Labour needs to show it is serious about public service reform.
David Ellesmere is leader of Ipswich Council and Labour parliamentary candidate for Ipswich
It would be easy for anyone in local government to be cynical when an opposition party says it has plans to devolve power from Whitehall.
I remember Local Government Association conferences before 2010 being told by David Cameron that he planned the biggest devolution of power ever. Instead, as a leader of a council I am now bombarded by emails from local government ministers telling me how we should empty our bins and conduct votes at our budget meetings.
To be honest there was never much depth to David Cameron’s localism. It only ever amounted to a ragbag of items designed to placate Tory councillors.
The first report from Labour’s Local Government Innovation Taskforce is a much more considered examination of the benefits of devolving power and gives me more confidence that this time we have a political party that actually means it.
The emphasis on designing services around people and places is exactly the right one. Top down services, tightly controlled by Whitehall are not able to deliver these personalised services. The rigid departmentalism central control creates means it is virtually impossible reduce the demand for government services by putting effective preventative measures in place.
In Ipswich, following the murder of five young women in 2006, we delivered a very successful programme to help women get out of street prostitution. These were an extremely difficult set of individuals to work with. They had a huge range of problems and each needed individual help and support from a wide range of agencies.
The staff working for those agencies were dedicated to doing what was necessary but the larger the organisation, the more it felt as though they were working against us, rather than with us.

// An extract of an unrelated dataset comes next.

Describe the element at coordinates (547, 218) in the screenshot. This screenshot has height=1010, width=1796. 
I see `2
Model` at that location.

The biggest monolith was the DWP, with local staff given virtually no autonomy. If anything, under the current government, this has become even worse. Job Centres are a complete misnomer. They are not there to get people into jobs. They are there to stop people getting benefits.

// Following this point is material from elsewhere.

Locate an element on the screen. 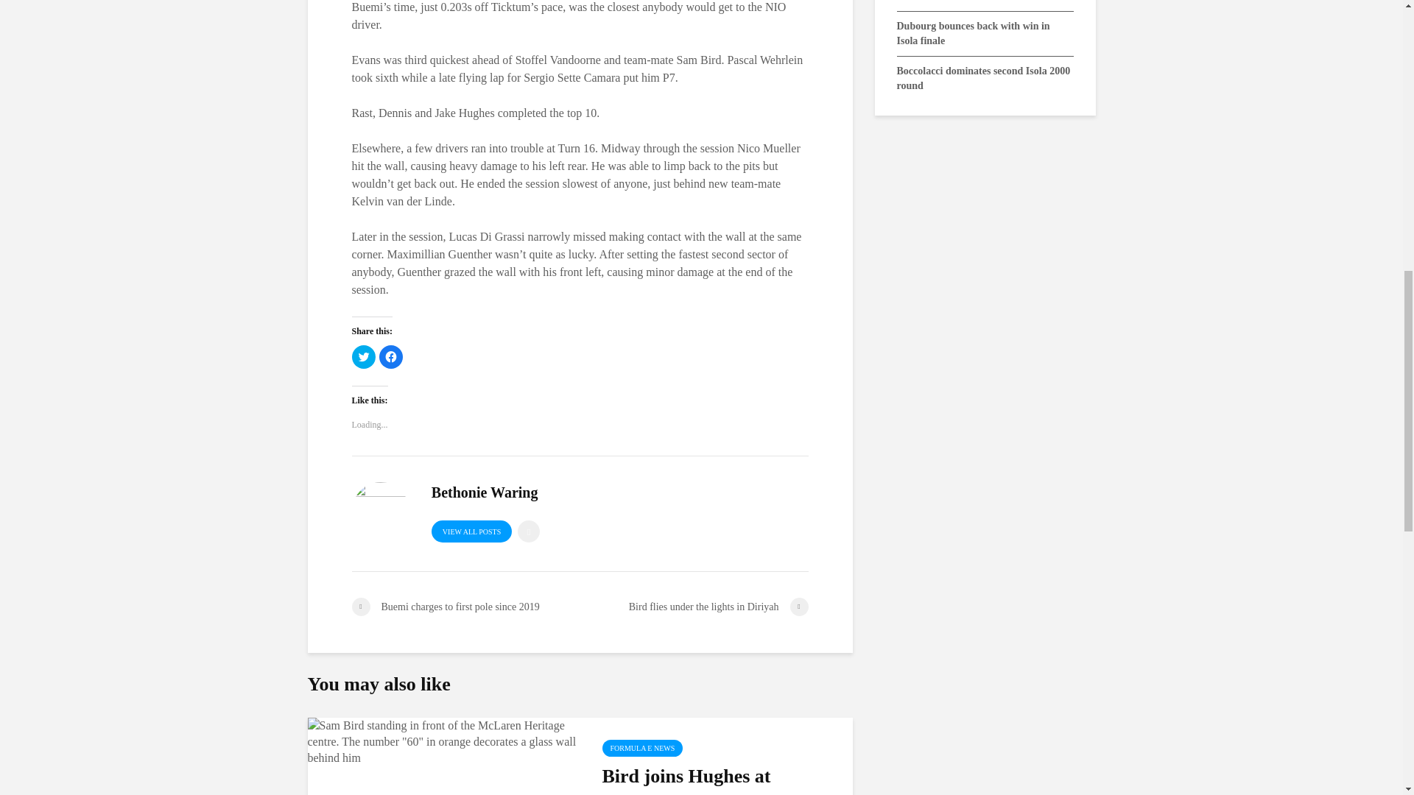  Buemi charges to first pole since 2019 is located at coordinates (465, 607).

If the operation of Job Centres was devolved to local government we could genuinely provide tailored programmes to help people into work which would be cheaper and more successful – how could it be less? – than the government’s discredited Work Programme.
I look forward to seeing radical proposals such as these in the second report of the Taskforce. It would be sure sign that there is a genuine desire by the Labour Party to gain power so that we can give it away.
One Response to “Labour must gain power so we can give it away”
Gareth Millward
Autonomy always sounds good in theory. But then you get inconsistent decisions both within and across areas, and the immediate call is for written, inalienable rights to be set down in law. See the history of social security, 1948 – 1988.
Don’t get me wrong – I think autonomy is a good idea as it allows local communities to respond to local issues. But in the short term at least it will cost more money. For a start, it’s been so long since anyone’s been able to use “common sense” that they’ll probably have forgotten how to do it.
As long as a Labour government is willing to spend more money and to defend “inefficient” services from target-setters and league-table fetishists, I’m all for it. The party’s recent past suggests the opposite.